**What to work on:**
Your answer must consist solely of the lines from the start of the entries below through the line with "Image resolution: width=1165", unchanged.

++++ Input data

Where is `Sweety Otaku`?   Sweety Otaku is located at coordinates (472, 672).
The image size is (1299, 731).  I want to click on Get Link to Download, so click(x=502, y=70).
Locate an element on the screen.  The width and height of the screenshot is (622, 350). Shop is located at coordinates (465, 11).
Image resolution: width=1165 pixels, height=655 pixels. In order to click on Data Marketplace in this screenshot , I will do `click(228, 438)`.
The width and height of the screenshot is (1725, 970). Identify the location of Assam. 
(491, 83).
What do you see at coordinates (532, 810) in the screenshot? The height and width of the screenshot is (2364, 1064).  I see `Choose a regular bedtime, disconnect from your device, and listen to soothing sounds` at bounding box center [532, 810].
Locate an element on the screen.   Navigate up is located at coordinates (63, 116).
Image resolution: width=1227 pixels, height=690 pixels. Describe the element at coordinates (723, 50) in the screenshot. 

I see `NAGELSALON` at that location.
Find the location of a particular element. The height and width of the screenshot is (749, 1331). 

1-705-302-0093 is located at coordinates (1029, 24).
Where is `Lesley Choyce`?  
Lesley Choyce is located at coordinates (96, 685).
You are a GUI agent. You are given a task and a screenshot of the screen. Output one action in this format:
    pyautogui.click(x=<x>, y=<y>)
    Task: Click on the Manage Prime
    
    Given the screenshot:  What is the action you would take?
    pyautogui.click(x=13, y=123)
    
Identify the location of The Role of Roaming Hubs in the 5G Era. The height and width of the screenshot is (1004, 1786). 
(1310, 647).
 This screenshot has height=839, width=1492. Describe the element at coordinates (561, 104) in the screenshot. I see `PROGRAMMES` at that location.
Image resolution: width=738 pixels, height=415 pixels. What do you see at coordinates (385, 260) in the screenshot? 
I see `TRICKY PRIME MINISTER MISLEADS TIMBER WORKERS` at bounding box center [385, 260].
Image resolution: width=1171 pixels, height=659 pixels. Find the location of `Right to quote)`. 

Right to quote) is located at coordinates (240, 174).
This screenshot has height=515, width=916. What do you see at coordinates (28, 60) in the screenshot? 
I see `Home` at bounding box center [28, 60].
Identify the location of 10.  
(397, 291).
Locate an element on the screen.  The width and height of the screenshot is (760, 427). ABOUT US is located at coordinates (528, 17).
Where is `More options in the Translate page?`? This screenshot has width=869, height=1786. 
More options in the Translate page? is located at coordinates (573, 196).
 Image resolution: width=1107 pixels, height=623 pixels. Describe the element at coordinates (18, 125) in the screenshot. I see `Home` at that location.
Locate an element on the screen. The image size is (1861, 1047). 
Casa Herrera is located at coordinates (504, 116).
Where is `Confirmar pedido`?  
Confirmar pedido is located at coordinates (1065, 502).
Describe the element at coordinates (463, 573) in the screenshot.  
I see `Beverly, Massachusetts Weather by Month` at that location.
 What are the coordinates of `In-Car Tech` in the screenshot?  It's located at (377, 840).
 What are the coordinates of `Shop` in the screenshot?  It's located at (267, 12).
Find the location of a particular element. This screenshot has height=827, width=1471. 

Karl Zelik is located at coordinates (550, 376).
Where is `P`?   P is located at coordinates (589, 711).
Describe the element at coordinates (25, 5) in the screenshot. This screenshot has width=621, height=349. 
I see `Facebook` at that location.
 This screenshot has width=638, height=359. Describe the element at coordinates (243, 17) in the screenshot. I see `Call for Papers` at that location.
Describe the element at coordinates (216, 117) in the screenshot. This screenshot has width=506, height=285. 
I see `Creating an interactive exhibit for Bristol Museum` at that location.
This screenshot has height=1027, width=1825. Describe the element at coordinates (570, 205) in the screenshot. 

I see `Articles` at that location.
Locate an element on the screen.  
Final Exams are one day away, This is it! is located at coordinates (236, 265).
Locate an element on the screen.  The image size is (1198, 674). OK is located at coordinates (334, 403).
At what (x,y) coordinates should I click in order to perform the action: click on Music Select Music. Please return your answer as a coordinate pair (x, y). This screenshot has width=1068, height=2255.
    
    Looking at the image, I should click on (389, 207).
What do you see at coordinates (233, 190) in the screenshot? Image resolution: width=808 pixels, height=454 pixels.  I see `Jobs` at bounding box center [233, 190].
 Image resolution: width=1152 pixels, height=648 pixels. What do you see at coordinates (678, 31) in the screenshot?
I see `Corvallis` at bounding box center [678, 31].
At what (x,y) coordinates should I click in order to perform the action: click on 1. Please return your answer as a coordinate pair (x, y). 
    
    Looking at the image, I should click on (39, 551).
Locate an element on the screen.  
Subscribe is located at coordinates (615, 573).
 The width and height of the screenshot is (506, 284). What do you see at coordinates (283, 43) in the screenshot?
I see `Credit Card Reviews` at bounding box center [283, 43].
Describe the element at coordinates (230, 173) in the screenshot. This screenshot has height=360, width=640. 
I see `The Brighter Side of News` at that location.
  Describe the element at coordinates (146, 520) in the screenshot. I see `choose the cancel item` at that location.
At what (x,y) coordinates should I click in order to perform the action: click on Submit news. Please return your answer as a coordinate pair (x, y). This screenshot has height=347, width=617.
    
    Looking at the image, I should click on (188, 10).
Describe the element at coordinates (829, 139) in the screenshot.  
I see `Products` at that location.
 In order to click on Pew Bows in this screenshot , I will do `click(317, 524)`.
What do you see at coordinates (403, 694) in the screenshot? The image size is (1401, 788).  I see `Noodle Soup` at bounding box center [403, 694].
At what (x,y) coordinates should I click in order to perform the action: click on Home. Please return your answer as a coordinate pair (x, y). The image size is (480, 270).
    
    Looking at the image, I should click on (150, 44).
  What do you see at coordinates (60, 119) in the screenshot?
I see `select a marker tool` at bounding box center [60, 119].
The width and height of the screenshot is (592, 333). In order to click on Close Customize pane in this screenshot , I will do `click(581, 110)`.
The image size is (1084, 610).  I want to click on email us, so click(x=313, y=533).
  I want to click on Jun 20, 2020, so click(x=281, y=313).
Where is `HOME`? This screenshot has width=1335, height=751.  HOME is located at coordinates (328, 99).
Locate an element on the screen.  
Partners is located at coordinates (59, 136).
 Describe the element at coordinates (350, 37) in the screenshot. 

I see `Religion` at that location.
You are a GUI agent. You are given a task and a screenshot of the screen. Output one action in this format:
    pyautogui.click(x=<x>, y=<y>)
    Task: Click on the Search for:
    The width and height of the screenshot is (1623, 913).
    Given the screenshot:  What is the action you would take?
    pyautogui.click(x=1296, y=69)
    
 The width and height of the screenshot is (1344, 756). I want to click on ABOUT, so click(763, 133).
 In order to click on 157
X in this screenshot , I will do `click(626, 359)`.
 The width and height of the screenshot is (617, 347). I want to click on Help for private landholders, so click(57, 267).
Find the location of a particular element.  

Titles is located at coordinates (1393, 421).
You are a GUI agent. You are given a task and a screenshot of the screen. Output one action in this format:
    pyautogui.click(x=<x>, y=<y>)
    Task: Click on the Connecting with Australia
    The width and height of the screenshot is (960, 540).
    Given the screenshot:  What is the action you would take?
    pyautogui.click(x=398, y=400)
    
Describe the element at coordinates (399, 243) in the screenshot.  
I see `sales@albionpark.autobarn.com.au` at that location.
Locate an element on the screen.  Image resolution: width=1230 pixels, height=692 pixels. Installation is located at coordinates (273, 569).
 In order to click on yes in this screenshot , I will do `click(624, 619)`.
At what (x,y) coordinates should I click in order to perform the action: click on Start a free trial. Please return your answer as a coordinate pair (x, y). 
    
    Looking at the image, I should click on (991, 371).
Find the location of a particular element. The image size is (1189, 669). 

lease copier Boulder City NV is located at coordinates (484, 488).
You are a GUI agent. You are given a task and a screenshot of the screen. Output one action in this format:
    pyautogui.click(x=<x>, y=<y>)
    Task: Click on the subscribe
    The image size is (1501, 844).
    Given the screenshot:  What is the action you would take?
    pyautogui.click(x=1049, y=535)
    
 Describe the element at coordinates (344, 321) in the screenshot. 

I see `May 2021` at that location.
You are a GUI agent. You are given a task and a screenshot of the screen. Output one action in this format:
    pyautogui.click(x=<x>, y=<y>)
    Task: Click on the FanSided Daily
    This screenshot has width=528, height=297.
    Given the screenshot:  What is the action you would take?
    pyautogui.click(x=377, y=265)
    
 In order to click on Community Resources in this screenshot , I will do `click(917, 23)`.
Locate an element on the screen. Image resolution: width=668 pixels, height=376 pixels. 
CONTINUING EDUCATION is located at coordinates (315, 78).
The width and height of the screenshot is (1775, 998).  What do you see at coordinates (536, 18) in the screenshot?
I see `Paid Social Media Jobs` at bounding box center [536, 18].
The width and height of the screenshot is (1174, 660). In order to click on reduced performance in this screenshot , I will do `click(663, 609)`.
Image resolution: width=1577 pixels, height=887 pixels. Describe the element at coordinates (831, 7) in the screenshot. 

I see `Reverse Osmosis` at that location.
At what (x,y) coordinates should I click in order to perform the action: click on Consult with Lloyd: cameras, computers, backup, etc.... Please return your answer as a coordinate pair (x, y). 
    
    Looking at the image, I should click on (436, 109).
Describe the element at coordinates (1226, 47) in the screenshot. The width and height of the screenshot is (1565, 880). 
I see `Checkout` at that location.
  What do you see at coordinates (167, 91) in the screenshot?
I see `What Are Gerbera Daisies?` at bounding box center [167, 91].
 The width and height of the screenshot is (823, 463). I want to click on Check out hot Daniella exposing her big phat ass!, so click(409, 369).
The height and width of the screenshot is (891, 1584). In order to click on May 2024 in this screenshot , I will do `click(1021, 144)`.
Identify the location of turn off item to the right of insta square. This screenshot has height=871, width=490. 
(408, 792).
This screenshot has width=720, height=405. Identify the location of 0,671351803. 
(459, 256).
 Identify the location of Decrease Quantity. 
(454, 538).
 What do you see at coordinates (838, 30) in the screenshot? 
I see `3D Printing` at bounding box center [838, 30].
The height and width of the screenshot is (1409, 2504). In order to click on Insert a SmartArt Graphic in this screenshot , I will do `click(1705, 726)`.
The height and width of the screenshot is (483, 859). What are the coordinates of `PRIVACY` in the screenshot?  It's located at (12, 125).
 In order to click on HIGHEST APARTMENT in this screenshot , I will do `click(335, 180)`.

++++++++

**Reply:**
Where is `Sweety Otaku`?   Sweety Otaku is located at coordinates (472, 672).
The image size is (1299, 731).  I want to click on Get Link to Download, so click(x=502, y=70).
Locate an element on the screen.  The width and height of the screenshot is (622, 350). Shop is located at coordinates (465, 11).
Image resolution: width=1165 pixels, height=655 pixels. In order to click on Data Marketplace in this screenshot , I will do `click(228, 438)`.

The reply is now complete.